The EPS TLS-Passthrough Proxy

The EPS server provides a TLS-passthrough proxy service that can forward incoming TLS connections from public clients to an internal server without terminating the TLS connection. The service consists of two servers:

  • A public proxy that listens on a publicly available TCP port for incoming TLS connections, and on another TCP port for connections from private proxy servers.
  • A private proxy that does not listen on any TCP port and instead actively connects to the public proxy server when a connection is available for it. It forwards that connection (again without terminating TLS) to an internal server that then handles it.

Both the private and the public proxies have accompanying EPS servers through which they communicate with each other.

The private proxy can announce incoming connections to the public proxy. Whenever a new connection reaches that proxy, it compares it to the announcements it received. If a match is found, it notifies the private proxy of an incoming connection via the EPS network, also sending it a random token. The private proxy opens a connection to the public proxy, sends the token and takes over the TCP stream. It forwards it to an internal server.

Demo

To demonstrate this mechanism we have prepared an example configuration. Simply run the following snippets in different terminals (from the main directory in the repository):

# prepare the binaries
make && make examples
# first terminal
internal-server #will open a JSON-RPC server on port 8888
# second terminal (public proxy)
PROXY_SETTINGS=settings/dev/roles/public-proxy-1 proxy run public
# third terminal (private proxy)
PROXY_SETTINGS=settings/dev/roles/private-proxy-1 proxy run private
# fourth terminal (public proxy EPS server)
EPS_SETTINGS=settings/dev/roles/public-proxy-eps-1 eps server run
# fifth terminal (private proxy EPS server)
EPS_SETTINGS=settings/dev/roles/private-proxy-eps-1 eps server run

When all services are up and running you should be able to send a request to the proxy via

curl --cacert settings/dev/certs/root.crt --resolve test.internal-server.local:4433:127.0.0.1 https://test.internal-server.local:4433/jsonrpc | jq .

This should return the following JSON data:

{
  "message": "success"
}

The request you've sent reached the local TLS server on port 8888 via the two proxies, which communicated through the EPS network to broker the connection. Neat, isn't it?

Stress Testing

You can also stress-test the server with parallel requests using the parallel util:

eq 1 2000000 | parallel -j 25 curl --cacert settings/dev/certs/root.crt --resolve test.internal-server.local:4433:127.0.0.1 https://test.internal-server.local:4433/jsonrpc --data "{}"

This will try to send 25 requests in parallel to the server.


Count every line in the entries that contains "Statements". Report that count alone.
-=-=-
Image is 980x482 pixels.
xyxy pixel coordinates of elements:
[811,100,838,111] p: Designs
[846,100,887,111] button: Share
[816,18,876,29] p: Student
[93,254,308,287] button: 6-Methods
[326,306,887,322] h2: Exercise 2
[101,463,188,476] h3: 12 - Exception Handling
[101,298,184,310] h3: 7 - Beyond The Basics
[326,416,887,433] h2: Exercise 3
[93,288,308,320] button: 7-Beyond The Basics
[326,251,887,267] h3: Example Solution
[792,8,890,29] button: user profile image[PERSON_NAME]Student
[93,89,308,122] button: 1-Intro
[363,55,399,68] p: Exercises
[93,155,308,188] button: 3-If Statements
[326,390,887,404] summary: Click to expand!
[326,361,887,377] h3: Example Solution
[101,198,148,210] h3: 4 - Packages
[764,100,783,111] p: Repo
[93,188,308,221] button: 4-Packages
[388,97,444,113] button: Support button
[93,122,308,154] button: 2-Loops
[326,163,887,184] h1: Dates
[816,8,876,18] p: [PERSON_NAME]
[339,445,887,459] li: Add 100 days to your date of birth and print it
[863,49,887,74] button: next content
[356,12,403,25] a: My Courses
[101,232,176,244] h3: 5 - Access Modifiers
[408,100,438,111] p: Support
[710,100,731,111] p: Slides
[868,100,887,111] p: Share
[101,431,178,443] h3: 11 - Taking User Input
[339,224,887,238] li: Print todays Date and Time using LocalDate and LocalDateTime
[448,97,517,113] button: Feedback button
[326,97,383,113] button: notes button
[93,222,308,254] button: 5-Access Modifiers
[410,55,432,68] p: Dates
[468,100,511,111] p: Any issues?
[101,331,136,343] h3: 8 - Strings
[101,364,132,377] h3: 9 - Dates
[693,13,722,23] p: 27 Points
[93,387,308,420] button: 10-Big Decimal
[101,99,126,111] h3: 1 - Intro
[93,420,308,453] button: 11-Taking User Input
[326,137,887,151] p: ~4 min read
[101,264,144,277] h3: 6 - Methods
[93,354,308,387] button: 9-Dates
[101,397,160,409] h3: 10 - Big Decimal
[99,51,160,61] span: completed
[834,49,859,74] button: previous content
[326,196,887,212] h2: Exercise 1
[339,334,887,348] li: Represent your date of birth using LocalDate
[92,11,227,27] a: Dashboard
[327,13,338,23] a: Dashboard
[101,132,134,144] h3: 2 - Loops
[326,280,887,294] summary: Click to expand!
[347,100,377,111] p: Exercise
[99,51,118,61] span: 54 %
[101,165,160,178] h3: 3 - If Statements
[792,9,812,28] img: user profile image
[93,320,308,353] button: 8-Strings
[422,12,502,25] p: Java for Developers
-=-=-
▶ RESULT FOR THIS TASK: 2